A big issue in Wayne is keeping lot sizes at a 4-acre minimum
Here's a campaign issue you're not likely to find in many suburbs: How to keep residential lot sizes at a minimum of 4 acres.
In the affluent village of Wayne, this is a primary focus of the spring election.
"It's just the way Wayne is, and we don't want to lose it. This is why we bought homes in this community, the fact that everything was 4-acre zoning," said village board candidate Joseph Mascetti.
It's also just the way it is in sprawling Barrington Hills, where candidates are vowing to protect the village's 5-acre minimum lot size.
In Wayne, a total of seven candidates are seeking three village trustee positions on the April 7 ballot. Among them, Mascetti and two of his neighbors - Robert Schless and Christopher Thoms - are running on a platform of preventing a 160-acre farm near their homes from being subdivided into lots smaller than 4 acres.
The slate is challenging incumbents William Jensen, Howard Levine and Anna Marie Tigges. Also in the running is Scott Coryell, a police officer not associated with the other candidates.
Mascetti said his slate believes the village board is "giving in" to developers by considering less-stringent zoning standards that would allow the horse farm next to his home off Route 25 to be developed in potentially 2-acre lots, disrupting a trend of estates and open space in the semirural community.
"There seems to be a feeling this village should reduce the zoning," Schless said. "But it's a countryside area and it's been that way since I have lived here over 50 years. We'd like to keep it the same."
With a population of 2,100, Wayne is situated along Army Trail Road in both Kane and DuPage counties between St. Charles and West Chicago. The median home value was $442,500 at the last census in 2000, according to the U.S. Census Bureau.
Tigges, who was first elected four years ago, said the 160-acre property in question is still unincorporated land but officials are interested in the possibility of annexing it.
She said the owner wants to develop the property, which is north of May Lane on the east side of Route 25, but he might be unlikely to annex it into Wayne if lot guidelines are too harsh.
Tigges said one alternative might be an annexation agreement with South Elgin, where zoning is more relaxed and Wayne would have little say in how the land would be built out.
"We're doing everything we can to entice the owner to become part of our community," Tigges said. "All of us (on the board) prefer to see open space and 4-acre zoning. Believe me, that's ideal. But when you're looking at the whole picture, there's the possibility somebody else could take the land and then you're playing a totally different ballgame. South Elgin may not necessarily agree 4-acre zoning is the way to go."
Not all of Wayne consists of 4-acre lots. To the east of the Kane-DuPage line, residential lots tend to be 2 acres or more. Four-acre lots are the norm west of the county line. There are some 1-acre lots along Army Trail Road in the village's downtown area.
Jensen, who was elected eight years ago, said he would like to see the horse farm developed and serving as a buffer along the part of town with the largest lots.
"One has to be a little pragmatic about it," he said. "You can't stick your head in the sand and just say zoning is 4 acres. You have to be a little practical about it."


(Exercise)
Reprint all of the data below exactly as shown and skip every image.

Data about app and page elements
# # # # #
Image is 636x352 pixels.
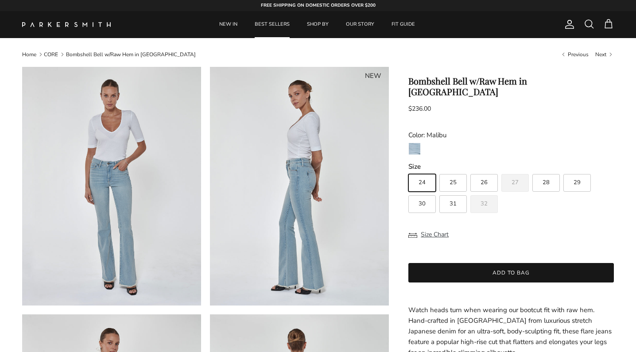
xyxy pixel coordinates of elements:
[409,105,431,113] span: $236.00
[419,180,426,186] span: 24
[44,51,58,58] a: CORE
[596,51,614,58] a: Next
[450,201,457,207] span: 31
[22,51,36,58] a: Home
[409,143,421,155] img: Malibu
[574,180,581,186] span: 29
[543,180,550,186] span: 28
[409,162,421,172] legend: Size
[419,201,426,207] span: 30
[261,2,376,8] strong: FREE SHIPPING ON DOMESTIC ORDERS OVER $200
[66,51,196,58] a: Bombshell Bell w/Raw Hem in [GEOGRAPHIC_DATA]
[409,143,421,158] a: Malibu
[409,226,449,243] button: Size Chart
[502,174,529,192] label: Sold out
[409,76,614,97] h1: Bombshell Bell w/Raw Hem in [GEOGRAPHIC_DATA]
[568,51,589,58] span: Previous
[299,11,337,38] a: SHOP BY
[481,180,488,186] span: 26
[22,22,111,27] img: Parker Smith
[338,11,382,38] a: OUR STORY
[384,11,423,38] a: FIT GUIDE
[596,51,607,58] span: Next
[561,51,589,58] a: Previous
[211,11,246,38] a: NEW IN
[247,11,298,38] a: BEST SELLERS
[450,180,457,186] span: 25
[132,11,503,38] div: Primary
[409,263,614,283] button: Add to bag
[409,130,614,140] div: Color: Malibu
[481,201,488,207] span: 32
[471,195,498,213] label: Sold out
[512,180,519,186] span: 27
[561,19,575,30] a: Account
[22,51,614,58] nav: Breadcrumbs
# # # # #
(Solution below)
Image is 636x352 pixels.
xyxy pixel coordinates of elements:
[409,105,431,113] span: $236.00
[419,180,426,186] span: 24
[44,51,58,58] a: CORE
[596,51,614,58] a: Next
[450,201,457,207] span: 31
[22,51,36,58] a: Home
[409,143,421,155] img: Malibu
[574,180,581,186] span: 29
[543,180,550,186] span: 28
[409,162,421,172] legend: Size
[419,201,426,207] span: 30
[261,2,376,8] strong: FREE SHIPPING ON DOMESTIC ORDERS OVER $200
[66,51,196,58] a: Bombshell Bell w/Raw Hem in [GEOGRAPHIC_DATA]
[409,143,421,158] a: Malibu
[409,226,449,243] button: Size Chart
[502,174,529,192] label: Sold out
[409,76,614,97] h1: Bombshell Bell w/Raw Hem in [GEOGRAPHIC_DATA]
[568,51,589,58] span: Previous
[299,11,337,38] a: SHOP BY
[481,180,488,186] span: 26
[22,22,111,27] img: Parker Smith
[338,11,382,38] a: OUR STORY
[384,11,423,38] a: FIT GUIDE
[596,51,607,58] span: Next
[561,51,589,58] a: Previous
[211,11,246,38] a: NEW IN
[247,11,298,38] a: BEST SELLERS
[450,180,457,186] span: 25
[132,11,503,38] div: Primary
[409,263,614,283] button: Add to bag
[409,130,614,140] div: Color: Malibu
[481,201,488,207] span: 32
[471,195,498,213] label: Sold out
[512,180,519,186] span: 27
[561,19,575,30] a: Account
[22,51,614,58] nav: Breadcrumbs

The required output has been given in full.